Analysts may do their work directly against a data warehouse, or create a separate analytic database for Online Analytical Processing. For example, a company might extract sales records for analyzing the effectiveness of advertising and other sales promotions at an aggregate level.

[edit] Distributed database

These are databases of local work-groups and departments at regional offices, branch offices, manufacturing plants and other work sites. These databases can include segments of both common operational and common user databases, as well as data generated and used only at a user’s own site.

[edit] End-user database

These databases consist of data developed by individual end-users. Examples of these are collections of documents in spreadsheets, word processing and downloaded files, or even managing their personal baseball card collection.

[edit] External database

These databases contain data collect for use across multiple organizations, either freely or via subscription. The Internet Movie Database is one example.

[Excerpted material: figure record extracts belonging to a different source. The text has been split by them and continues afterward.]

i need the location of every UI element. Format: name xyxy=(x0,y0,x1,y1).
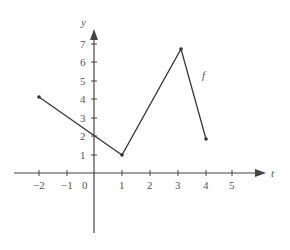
x-tick-label: 5 xyxy=(229,179,235,191)
y-tick-label: 2 xyxy=(80,130,86,142)
data-point xyxy=(37,95,41,99)
data-point xyxy=(120,153,124,157)
x-tick-label: 0 xyxy=(82,179,88,191)
x-tick-label: 3 xyxy=(175,179,181,191)
data-point xyxy=(179,47,183,51)
endpoints xyxy=(37,47,208,157)
x-tick-label: 2 xyxy=(147,179,153,191)
x-tick-label: 4 xyxy=(203,179,209,191)
y-axis-label: y xyxy=(80,16,86,28)
y-tick-label: 4 xyxy=(80,93,86,105)
data-point xyxy=(204,137,208,141)
y-tick-label: 3 xyxy=(80,112,86,124)
x-tick-label: 1 xyxy=(119,179,125,191)
x-tick-label: −1 xyxy=(61,179,73,191)
y-tick-label: 6 xyxy=(80,56,86,68)
x-tick-label: −2 xyxy=(33,179,45,191)
function-f-line xyxy=(39,49,206,155)
chart: t y −2 −1 0 1 2 3 4 5 1 2 3 4 5 6 7 xyxy=(0,0,290,250)
y-tick-label: 1 xyxy=(80,149,86,161)
x-axis-arrow-icon xyxy=(255,169,266,177)
y-tick-label: 7 xyxy=(80,38,86,50)
y-tick-label: 5 xyxy=(80,75,86,87)
curve-label: f xyxy=(202,69,207,81)
x-axis-label: t xyxy=(271,167,275,179)
y-axis-arrow-icon xyxy=(90,29,98,40)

[edit] Hypermedia databases

The Worldwide web can be thought of as a database, albeit one spread across millions of independent computing systems. Web browsers "process" this data one page at a time, while web crawlers and other software provide the equivalent of database indexes to support search and other activities.

[edit] Models

Main article: Database model

[edit] Post-relational database models

Products offering a more general data model than the relational model are sometimes classified as post-relational.[3] Alternate terms include "hybrid database", "Object-enhanced RDBMS" and others. The data model in such products incorporates relations but is not constrained by E.F. Codd's Information Principle, which requires that

all information in the database must be cast explicitly in terms of values in relations and in no other way[4]

Some of these extensions to the relational model integrate concepts from technologies that pre-date the relational model. For example, they allow representation of a directed graph with trees on the nodes.

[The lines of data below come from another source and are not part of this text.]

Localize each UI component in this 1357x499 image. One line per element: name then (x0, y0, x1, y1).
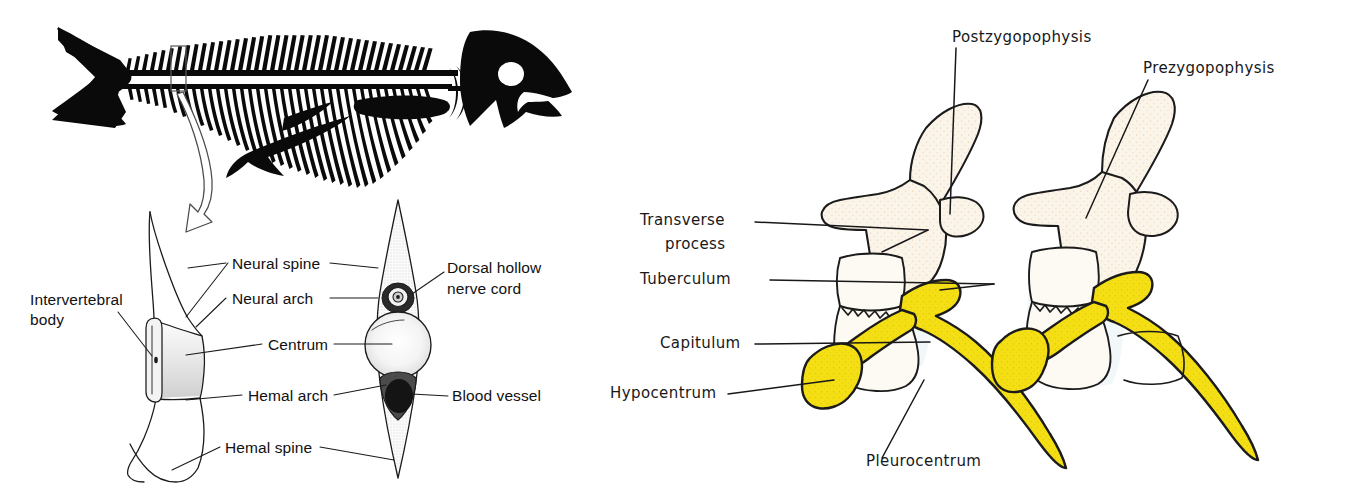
hypocentrum-1 (802, 344, 862, 409)
figure-root: Intervertebral body Neural spine Neural … (0, 0, 1357, 499)
right-panel-rhachitomous-sketch: Postzygopophysis Prezygopophysis Transve… (610, 0, 1357, 499)
label-dorsal-hollow-nerve-cord-line2: nerve cord (447, 280, 521, 297)
lateral-vertebra-view (128, 212, 214, 482)
left-panel-labels: Intervertebral body Neural spine Neural … (30, 255, 542, 456)
label-dorsal-hollow-nerve-cord: Dorsal hollow (447, 259, 542, 276)
label-blood-vessel: Blood vessel (452, 387, 541, 404)
blood-vessel (385, 379, 413, 413)
anterior-vertebra-view (365, 200, 431, 478)
left-panel-teleost-vertebra: Intervertebral body Neural spine Neural … (0, 0, 610, 499)
label-tuberculum: Tuberculum (639, 270, 731, 288)
centrum-circle (365, 312, 431, 378)
fish-eye (498, 62, 524, 86)
label-neural-arch: Neural arch (232, 290, 313, 307)
label-hemal-spine: Hemal spine (225, 439, 312, 456)
label-prezygopophysis: Prezygopophysis (1143, 59, 1275, 77)
label-neural-spine: Neural spine (232, 255, 320, 272)
label-centrum: Centrum (268, 336, 328, 353)
label-pleurocentrum: Pleurocentrum (866, 452, 981, 470)
right-panel-svg: Postzygopophysis Prezygopophysis Transve… (610, 0, 1357, 499)
label-intervertebral-body-line2: body (30, 311, 64, 328)
intervertebral-body-shape (146, 318, 162, 402)
fish-skeleton-silhouette (52, 27, 572, 188)
label-postzygopophysis: Postzygopophysis (952, 28, 1092, 46)
label-hypocentrum: Hypocentrum (610, 384, 716, 402)
left-panel-svg: Intervertebral body Neural spine Neural … (0, 0, 610, 499)
label-transverse-process-line2: process (665, 235, 725, 253)
label-intervertebral-body: Intervertebral (30, 291, 123, 308)
label-capitulum: Capitulum (660, 334, 741, 352)
label-hemal-arch: Hemal arch (248, 387, 328, 404)
label-transverse-process: Transverse (639, 211, 725, 229)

Some post-relational products extend relational systems with non-relational features.

Others arrived in much the same place by adding relational features to pre-relational systems. Paradoxically, this allows products that are historically pre-relational, such as PICK and MUMPS, to make a plausible claim to be post-relational.

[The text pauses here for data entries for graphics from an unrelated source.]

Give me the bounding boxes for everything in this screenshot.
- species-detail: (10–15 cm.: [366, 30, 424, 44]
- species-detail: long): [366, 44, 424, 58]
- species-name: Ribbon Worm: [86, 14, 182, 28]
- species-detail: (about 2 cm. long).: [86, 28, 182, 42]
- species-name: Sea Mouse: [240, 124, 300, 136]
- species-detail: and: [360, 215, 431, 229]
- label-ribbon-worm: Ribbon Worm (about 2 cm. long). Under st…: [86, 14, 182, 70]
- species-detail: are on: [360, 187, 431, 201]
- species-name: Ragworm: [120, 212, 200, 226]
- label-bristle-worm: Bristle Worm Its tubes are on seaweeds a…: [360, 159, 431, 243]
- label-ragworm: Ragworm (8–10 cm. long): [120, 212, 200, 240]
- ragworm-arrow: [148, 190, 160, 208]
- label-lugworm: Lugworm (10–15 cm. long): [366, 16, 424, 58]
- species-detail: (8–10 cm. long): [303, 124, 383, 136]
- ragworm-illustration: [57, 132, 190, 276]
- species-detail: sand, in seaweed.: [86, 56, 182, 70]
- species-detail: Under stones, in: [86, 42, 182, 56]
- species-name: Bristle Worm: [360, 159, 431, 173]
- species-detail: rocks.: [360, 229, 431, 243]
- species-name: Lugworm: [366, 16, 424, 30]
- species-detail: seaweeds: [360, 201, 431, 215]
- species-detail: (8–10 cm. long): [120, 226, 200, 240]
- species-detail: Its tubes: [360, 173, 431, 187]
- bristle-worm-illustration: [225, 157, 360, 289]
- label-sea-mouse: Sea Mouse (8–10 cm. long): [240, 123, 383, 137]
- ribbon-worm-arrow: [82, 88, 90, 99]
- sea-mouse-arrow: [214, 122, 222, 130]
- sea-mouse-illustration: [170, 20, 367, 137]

[edit] Object database models

Main article: Object database

In recent years, the object-oriented paradigm has been applied in areas such as

engineering and spatial databases, telecommunications and in various scientific domains.

The conglomeration of object oriented programming and database technology led to this new kind of database. These databases attempt to bring the database world and the application-programming world closer together, in particular by ensuring that the database uses the same type system as the application program. This aims to avoid the overhead (sometimes referred to as the impedance mismatch) of converting information between its representation in the database (for example as rows in tables) and its

representation in the application program (typically as objects). At the same time, object databases attempt to introduce key ideas of object programming, such as encapsulation and polymorphism, into the world of databases.

A variety of these ways have been tried[by whom?] for storing objects in a database. Some products have approached the problem from the application-programming side, by making the objects manipulated by the program persistent. This also typically requires the addition of some kind of query language, since conventional programming languages do not provide language-level functionality for finding objects based on their information content. Others[which?] have attacked the problem from the database end, by defining an object-oriented data model for the database, and defining a database programming language that allows full programming capabilities as well as traditional query facilities.